In This Episode
In this week's Stansberry Investor Hour, Dan and John Engel welcome Dave Lashmet to the show. Dave is the editor of Stansberry Venture Technology, an advisory that takes a "venture capitalist" look at the market. Dave scours the market looking for little-known small-cap companies that are potentially producing the next wonder drug or technology.
Dave kicks things off by discussing the first of three biopharmaceutical companies he's sharing that have monopolies in weight-loss drugs. He starts by showing how drugs gain their monopolies via patents, giving them "economic exclusivity." While companies might be targeting the same patients, the patents influence how they're being treated. The first company gains an edge by not only targeting folks suffering from obesity, but also by treating those with Type 2 diabetes. Dave also explains the contrast in mentality between the U.S. and other countries regarding obesity being preventable. And he provides info showing how obesity is a "slippery slope" and shares that a study found that participants who got off the drug gained back the weight they lost before...
We pretend that obesity is entirely a matter of will and not a slippery slope. As you gain weight, you exercise less. As you exercise less, you gain weight. As you gain weight, you exercise less... These drugs can short-circuit that, but only if you stay on them. If you get off them, you're in trouble... Without these drugs, the control study basically gained back 25 pounds in six months.
Next, Dave sums up how the first company has cleared all of the risks and expenses from clinical trials, while a close competitor still has to get past its trials due to unknown side effects. When asked about why folks would stay on a weight-loss pill for life, Dave points to how our culture has drastically changed over the years, from actively working on farms to passively working in cubicles. These drugs help balance out the resulting shift. Dave then transitions into the next company that has a drug that focuses on fatty liver disease. He explains how this distinction helps the company gain its monopoly due to how irreplaceable livers are. And similar to the first company, this drug will have lifelong consumers. And the good news for investors is that its only competitor causes weight gain...
By the end of 2026, it'll be a $2 billion drug because it's safe and it works. And it's a once-a-day pill for fatty liver disease. And the alternative is that your liver fails and you die. So it's a highly promising compound. There's one pill in development that can try and compete with it. The other pill, which is still in development, triggers weight gain. Do you know what people with fatty liver disease do not need?
Finally, Dave presents the final company that tackles weight loss by focusing on genetics. Unlike the first two companies, this one treats patients with an injectable drug rather than a pill. However, it zeroes in on our natural "hunger switch," suppressing the users' appetites. Right now, the company is only waiting to get past trials, which puts it at a disadvantage compared with the other two. But Dave still believes that because of how it works, it's still set to stand beside the two pills...
So what kind of maintenance therapy can you give people so that they actually improve? A once-a-day pill that saves their liver, which had been damaged because of obesity, and then recovers, and maybe a different approach to hunger – that's it. These three. Everything we've seen from GLP-1s. That's the opening act. This is the real deal.
Click on the image below to watch the video interview with Dave right now. For the audio version, click "Listen" above.
(Additional past episodes are located here.)
The transcript is coming soon.
This Week's Guest
Dave Lashmet is the editor of Stansberry Venture Technology, a monthly advisory that takes a "venture capitalist" approach to investing. He was one of the first employees at Stansberry Research back in the early days of the business. His unique insight into new technologies has led to some of the biggest gains in the company's history. Dave has spent 10-plus years teaching and writing about medicine and technology at major research universities. He has also conducted research at some of the most important facilities in North America, including Harvard Medical School, Johns Hopkins University, the Massachusetts Institute of Technology, and the Canadian Centers for Disease Control, just to name a few.
Dave returned to Stansberry Research in 2014 after a stint at a consumer-electronics company where he managed a team of experts. His work there took him around the world, delivering presentations in Germany, Taiwan, China, Canada, New York, and Los Angeles. He has even delivered a briefing before a congressional delegation. Dave is also an analyst for Stansberry's Investment Advisory.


**PROBLEM TO SOLVE**
A line qualifies if it holds the string "chart". Copy every qualifying line from the records.

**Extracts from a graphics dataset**
▼

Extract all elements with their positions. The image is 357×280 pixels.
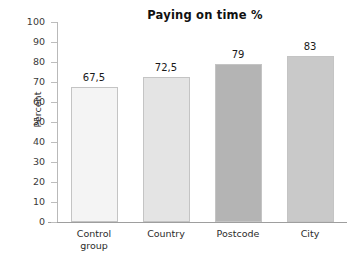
- y-axis-tick-label: 0: [0, 217, 45, 227]
- y-axis-tick-label: 100: [0, 17, 45, 27]
- y-axis-tick: [51, 162, 57, 163]
- y-axis-tick: [51, 82, 57, 83]
- y-axis-tick: [51, 202, 57, 203]
- y-axis-tick-label: 20: [0, 177, 45, 187]
- y-axis-tick: [51, 62, 57, 63]
- y-axis-tick: [51, 122, 57, 123]
- y-axis-tick: [51, 182, 57, 183]
- bar-value-label: 72,5: [130, 62, 202, 73]
- x-axis-baseline: [48, 222, 347, 223]
- bar: [143, 77, 190, 222]
- y-axis-tick: [51, 22, 57, 23]
- y-axis-tick-label: 30: [0, 157, 45, 167]
- y-axis-tick: [51, 102, 57, 103]
- y-axis-tick-label: 50: [0, 117, 45, 127]
- y-axis-tick-label: 60: [0, 97, 45, 107]
- chart-title: Paying on time %: [60, 8, 350, 22]
- y-axis-tick-label: 70: [0, 77, 45, 87]
- y-axis-line: [57, 22, 58, 222]
- x-axis-tick-label-line: group: [52, 240, 136, 252]
- bar-chart: Paying on time % Percent 100908070605040…: [0, 0, 357, 280]
- y-axis-tick-label: 80: [0, 57, 45, 67]
- bar-value-label: 83: [274, 41, 346, 52]
- y-axis-tick-label: 40: [0, 137, 45, 147]
- y-axis-tick: [51, 42, 57, 43]
- bar: [71, 87, 118, 222]
- bar-value-label: 79: [202, 49, 274, 60]
- bar: [287, 56, 334, 222]
- y-axis-tick: [51, 222, 57, 223]
- y-axis-tick-label: 90: [0, 37, 45, 47]
- bar-value-label: 67,5: [58, 72, 130, 83]
- bar: [215, 64, 262, 222]
- x-axis-tick-label: City: [268, 228, 352, 240]
- x-axis-tick-label-line: City: [268, 228, 352, 240]
- y-axis-tick: [51, 142, 57, 143]
- y-axis-tick-label: 10: [0, 197, 45, 207]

▲

**YOUR SOLUTION**
- chart-title: Paying on time %: [60, 8, 350, 22]
- bar-chart: Paying on time % Percent 100908070605040…: [0, 0, 357, 280]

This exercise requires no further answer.